Traditional key signing Sigstore keyless
Long-lived private key to protect Ephemeral cert, ~10 min lifetime
Key leak = silent forgery risk No key to leak; signings are logged
Rotation is painful Nothing to rotate
Trust = "key wasn't stolen" Trust = OIDC identity + public log

This slots directly into a broader provenance strategy. Signing is one control among several in supply chain security with SLSA and SBOMs — SLSA describes the build provenance, and Sigstore is how you attach a verifiable, identity-bound signature to that provenance and to the artifact itself.

Signing attestations, not just images

Cosign can attach and sign attestations — structured claims about an artifact — using the in-toto format. The most useful pairing is signing your SBOM as an attestation, so consumers get a cryptographically verifiable bill of materials rather than a loose file that could've been swapped:

cosign attest \
  --yes \
  --predicate sbom.spdx.json \
  --type spdxjson \
  registry.example.com/payments-api@sha256:abc123...

Now the SBOM is bound to the image and signed by your CI identity. This is where keyless signing stops being "sign the binary" and becomes the trust backbone for your whole artifact story — the SBOM you generate as part of container image security becomes tamper-evident and attributable, not just present.

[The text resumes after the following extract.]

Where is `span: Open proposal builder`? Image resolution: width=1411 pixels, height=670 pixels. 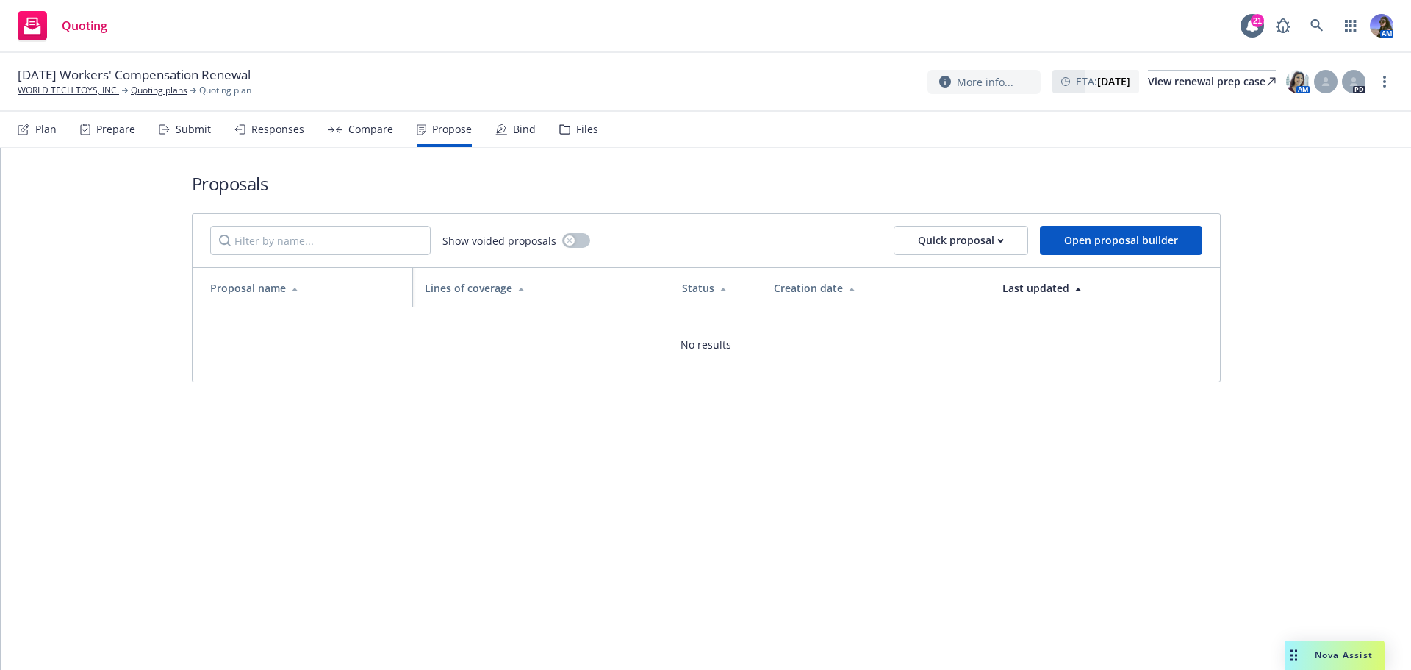 span: Open proposal builder is located at coordinates (1121, 240).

The caveats worth stating plainly

Keyless is excellent, but be honest about the dependencies. You're trusting the public Sigstore infrastructure (Fulcio, Rekor) unless you self-host — and self-hosting the whole stack is real operational work. Your security now hinges on the integrity of your OIDC identity: if an attacker can make CI sign on their behalf, keyless signing faithfully signs their malware with your identity. Protect the CI identity and the workflows that can trigger signing as carefully as you'd have protected the old private key.

There's also an availability consideration — signing and verification depend on those services being reachable, so bake in retries and think about your verification path in air-gapped environments (cosign supports offline verification with bundled Rekor proofs for exactly this).

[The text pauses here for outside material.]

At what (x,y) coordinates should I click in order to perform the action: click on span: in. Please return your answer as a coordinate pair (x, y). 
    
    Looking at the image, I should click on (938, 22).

My take after adopting it across pipelines: keyless signing is one of the rare security improvements that also reduces operational burden. No key vault, no rotation runbook, no "who has access to the signing key" audit. You trade a secret you have to guard for an identity you already manage and a public log anyone can audit — and that trade is almost always the right one.

Resources

Frequently asked questions

What is keyless signing with Sigstore?

Keyless signing lets you sign software artifacts using a short-lived certificate tied to an OIDC identity instead of a long-lived private key you have to store and protect. Sigstore issues an ephemeral certificate that binds a signature to an identity (a CI workflow, a person, a service account) for a few minutes, records it in a public transparency log, and then the key material is discarded. There's no signing key to leak because none persists.

What does cosign do?

Cosign is the Sigstore CLI for signing and verifying artifacts, most commonly container images and their attestations. In keyless mode it drives the OIDC flow, obtains an ephemeral certificate from Fulcio, signs the artifact, and uploads the signature and certificate to the Rekor transparency log. On the verify side, it checks the signature and asserts the signer's identity matches a policy you specify.

What is the Rekor transparency log?

Rekor is Sigstore's public, append-only, tamper-evident transparency log of signing events. Every keyless signature is recorded there with its certificate and metadata, so anyone can later verify that a given artifact was signed by a given identity at a given time. Because the log is immutable and publicly auditable, it provides the accountability that replaces a private key you'd otherwise have to trust was never misused.